7 Successful communication clearly demands the ability to detect or infer other participants goals on the basis of what they say. By the same token, text producers must be able to anticipate the receivers responses as supportive of or contrary to a plan. THWOMLY: We have been all summer in France, you know, and those French trains are all divided up into compartments.... On the way from Paris to Marseilles we had a funny experience. I was sitting next to a Frenchman who was getting off at Lyons...and he was dozing when we got in. So I [2] BENCHLEY: Did you get to France at all when you were away? [3] THWOMLY: This was in France that I m telling you about. On the way from Paris to Marseilles. We got into a railway carriage [4] BENCHLEY: The railway carriages there aren t like ours here, are they? I ve seen pictures of them, and they seem to he more like compartments of some sort. [5] THWOMLY (a little discouraged): That was a French railway carriage I was just describing to you. I sat next to a man
8 [6] BENCHLEY: A Frenchman? [7] THWOMLY: Sure, a Frenchman. That s the point. [8] BENCHLEY: Oh, I see. [9] THWOMLY: Well, the Frenchman was asleep, and when we got in I stumbled over his feet.

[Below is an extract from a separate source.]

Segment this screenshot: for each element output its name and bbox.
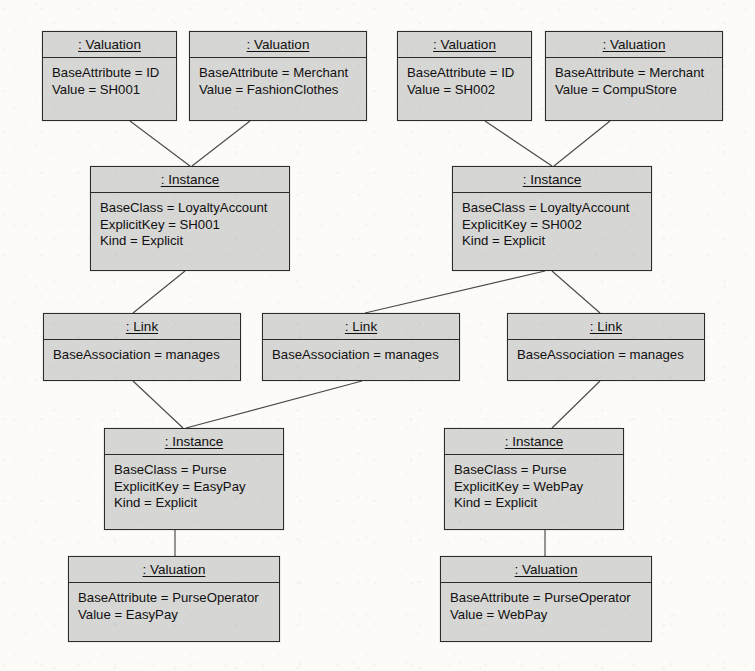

So he woke up and said something in French which I couldn t understand ... [10] BENCHLEY: You were across the border into France, then? [11] THWOMLY (giving the whole thing up as a bad job ): And what did you do this summer?
9 This conversation, though somewhat fantastic, is a good illustration of how a discourse participant draws up a plan and predicts the contributions of others. If the others deny acceptance of the plan, thus violating the principle of cooperation, textuality can be impaired. It follows that an unwilling participant could block a discourse by refusing acceptance, e.g., by not recovering or upholding coherence. we used the notion of topic to describe text-world concepts with the greatest density of linkage to other concepts. Unless topic concepts are activated, the processing of the textual world is not feasible because there are no control centers to show the main ideas.
10 We can see from the examples how great a role is played by the context of communication with respect to acceptability. Far more is involved than a comparison of sentences with an all-purpose grammar. We must also consider factors like these: (a) how much knowledge is shared or conveyed among participants; (b) how the participants are trying to monitor or manage the situation; and (c) how the texts composing the discourse are related to each other.